A One Act Resolution

by Shivcharran Hulasie

Pub Date: June 10th, 2011
ISBN: 978-1456731090
Publisher: AuthorHouse

A one-act, all-caps play depicting the inner chorus of a lonely man on the verge of suicide, explored using language and themes pulled from Eastern and Western philosophies.

Within the mind of the Founder there exists a bickering pantheon of emotional analogues: the hopeful youth Donut, the vexatious Cavalier, the nihilistic Riot, the depressive Somber, the unmoving Passive, and thoughtful Ponder. He is the entirety of their world, known as Yonder Town. But loneliness has sent him into a spiral, and he drinks while slipping in and out of a deep mania, contemplating suicide and causing upheaval in Yonder. The six aspects of his personality struggle to save him, and themselves, by reestablishing a sense of Equilibrium, a balance offset for them by the appearance of a chained sufferer—the Faust-meets-Prometheus Bearer of Burdens—who shoulders the Founder’s inner pain and great doubt.

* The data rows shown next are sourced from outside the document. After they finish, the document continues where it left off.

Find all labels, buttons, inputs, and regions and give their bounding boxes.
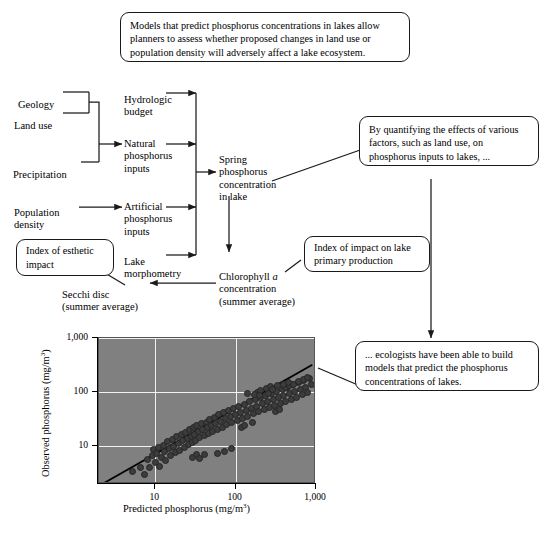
data-point (141, 471, 148, 478)
x-tick-label: 10 (129, 492, 179, 502)
y-axis-line (97, 337, 98, 484)
data-point (241, 422, 248, 429)
x-axis-title-pre: Predicted phosphorus (mg/m (123, 503, 243, 514)
data-point (244, 390, 251, 397)
data-point (308, 381, 315, 388)
y-axis-title: Observed phosphorus (mg/m3) (40, 349, 51, 477)
y-tick-label: 1,000 (36, 332, 88, 342)
data-point (276, 406, 283, 413)
y-tick-mark (92, 445, 98, 446)
x-axis-title: Predicted phosphorus (mg/m3) (123, 503, 250, 514)
figure-root: Models that predict phosphorus concentra… (0, 0, 545, 543)
y-tick-mark (92, 391, 98, 392)
data-point (285, 379, 292, 386)
data-point (228, 445, 235, 452)
data-point (249, 419, 256, 426)
x-tick-mark (315, 483, 316, 489)
data-point (137, 464, 144, 471)
data-point (146, 464, 153, 471)
data-point (221, 448, 228, 455)
x-tick-mark (154, 483, 155, 489)
y-axis-title-post: ) (40, 349, 51, 352)
x-tick-label: 100 (210, 492, 260, 502)
y-axis-title-pre: Observed phosphorus (mg/m (40, 356, 51, 477)
y-tick-mark (92, 337, 98, 338)
x-tick-label: 1,000 (290, 492, 340, 502)
x-axis-line (97, 483, 315, 484)
data-point (129, 468, 136, 475)
scatter-plot: 101001,000101001,000 Predicted phosphoru… (0, 0, 545, 543)
y-axis-title-sup: 3 (39, 353, 47, 357)
data-point (156, 463, 163, 470)
x-axis-title-post: ) (247, 503, 250, 514)
x-tick-mark (235, 483, 236, 489)
plot-area (98, 337, 315, 483)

And with the Bearer, the embodiment of Death comes as well, looming over the six as they attempt to save themselves while acknowledging their own parts in this predicament. Hulasie’s script is verbose, but the narrative is a simple tale of balance and self-preservation, swallowed up by numerous references to Eastern and Western schools of thought. The effect is a little like philosophical name-dropping; a coherent doctrine could be pieced together, but it’s never established. Despite this, the play succeeds at portraying the concepts of doubt and despair, particularly when all the characters get going at once, spouting monologues at each other instead of actually conversing, conveying an anxious energy that feels true to a racing mind and an unsettled soul. So intense is this panic that, at times, the ever-silent Death even takes on a humorous slant, hinting at why she seems so welcoming to the Founder and cleverly illustrating the negative role his mental chorus sometimes plays. The lack of back story on the Founder leaves the ending in some doubt; even with equilibrium achieved, has his desire to self-harm been truly ended or only deferred?

Frenetic in its energy, but too obtuse, too careless, to clearly express its unique ideas.